In response to the post about not trusting names of organizations, a reader supplies quite the list:
Here’s a few for you:
* Coalition for Health Insurance Choices
* Wise Use
* Citizens to Protect the Pacific Northwest and Northern California Economy
* National Smokers Alliance
* Americans for Properity
* American Coalition for Clean Coal Energy
* FACES of Coal
* Friends of Coal
* Energy in Depth
* CHANGEPAC
* VOTINGFORJUDGES.ORG
* Citizens for Judicial Integrity
* Consumers for Cable Choice
* Keep It Local New Jersey
* New Millennium Research Council
* Teach Plus
* Education Equity Project
* Educators for Excellence
* Alliance for Excellent Education
* Center on Education Policy
* Foundation for Educational Excellence
* Stop Too Big To Fail
* Consumers for Competitive Choice
* Alliance of Australian Retailers
* Working Families for Walmart
* Paid Critics
I’m not sure Friends of Coal fits the criteria – unless it’s trying to destroy the coal industry. Most of the rest I’ve not noticed. My personal favorite is Judicial Crisis Network, wherein the crisis appears to be that the judiciary doesn’t have enough right-wing activists as judges.
My reader continues:
There are also lots of other tricks, like Comcast’s paying people off the street to fill public spots in the audience of hearings to applaud for them (Comcast) and to take up seats which would otherwise have been filled by people more critical and the media. Or like organizations and politicians paying to set up fake social media accounts to praise them, e.g. https://twitter.com/queensquaykaren who is actually Toronto mayor Rob Ford’s deputy communications director, Fraser Macdonald.

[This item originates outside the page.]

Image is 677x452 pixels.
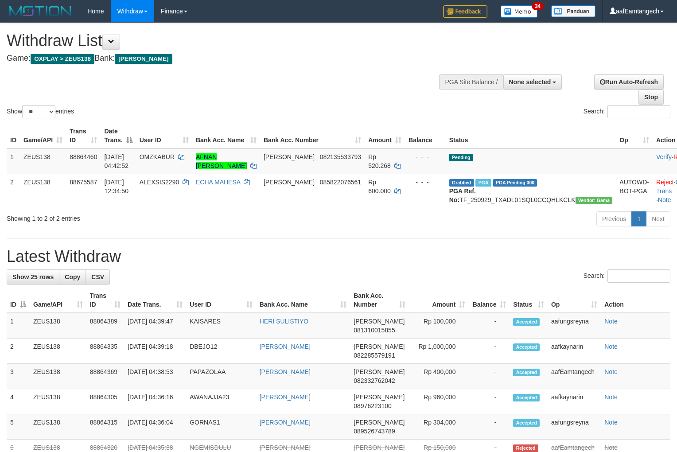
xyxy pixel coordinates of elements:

Well, that’s certainly deceptive, but part of the job of the officials running hearings is to disregard hearings as indicators of popular support of any particular position on any issue; if an issue requires gauging public approval, then commission a poll. Hearings should be for collecting information from experts, and for limited public input.
I could research this stuff and list organizations and campaigns all day. Generally speaking, unless you know the source or can otherwise verify it, assume it’s someone trying to lie to you.

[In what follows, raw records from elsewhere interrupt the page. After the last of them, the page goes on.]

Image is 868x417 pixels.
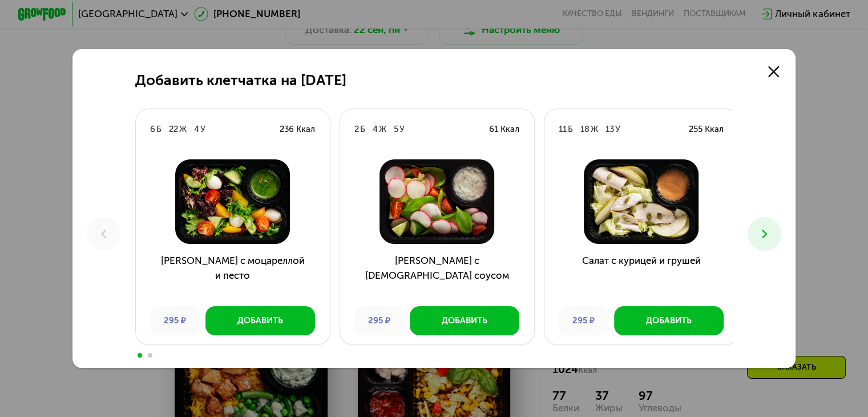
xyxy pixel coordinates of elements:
[605,123,614,135] div: 13
[591,123,598,135] div: Ж
[544,253,738,297] h3: Салат с курицей и грушей
[614,306,723,336] button: Добавить
[150,123,156,135] div: 6
[206,306,315,336] button: Добавить
[340,253,534,297] h3: [PERSON_NAME] с [DEMOGRAPHIC_DATA] соусом
[553,159,728,244] img: Салат с курицей и грушей
[400,123,404,135] div: У
[145,159,319,244] img: Салат с моцареллой и песто
[354,306,404,336] div: 295 ₽
[393,123,398,135] div: 5
[237,315,283,327] div: Добавить
[136,253,330,297] h3: [PERSON_NAME] с моцареллой и песто
[379,123,386,135] div: Ж
[559,306,608,336] div: 295 ₽
[580,123,589,135] div: 18
[442,315,487,327] div: Добавить
[568,123,573,135] div: Б
[409,306,519,336] button: Добавить
[615,123,620,135] div: У
[156,123,162,135] div: Б
[559,123,567,135] div: 11
[360,123,365,135] div: Б
[200,123,206,135] div: У
[354,123,358,135] div: 2
[645,315,691,327] div: Добавить
[169,123,178,135] div: 22
[150,306,199,336] div: 295 ₽
[280,123,315,135] div: 236 Ккал
[373,123,377,135] div: 4
[135,72,346,89] h2: Добавить клетчатка на [DATE]
[350,159,524,244] img: Салат с греческим соусом
[194,123,199,135] div: 4
[179,123,187,135] div: Ж
[489,123,519,135] div: 61 Ккал
[688,123,723,135] div: 255 Ккал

A sadly necessary bit of paranoia these days. Another reader remarks:
Al Gore never foresaw any of this when he invented the internet.
Which, for some reason, triggers me to think that the Web is a leading example of the old economic concept The tragedy of the commons. Although exactly whether or not the resource being harvested is of a limited or unlimited quantity isn’t entirely clear, is it? Perhaps the analogy is inapt. I’ll have to think about it.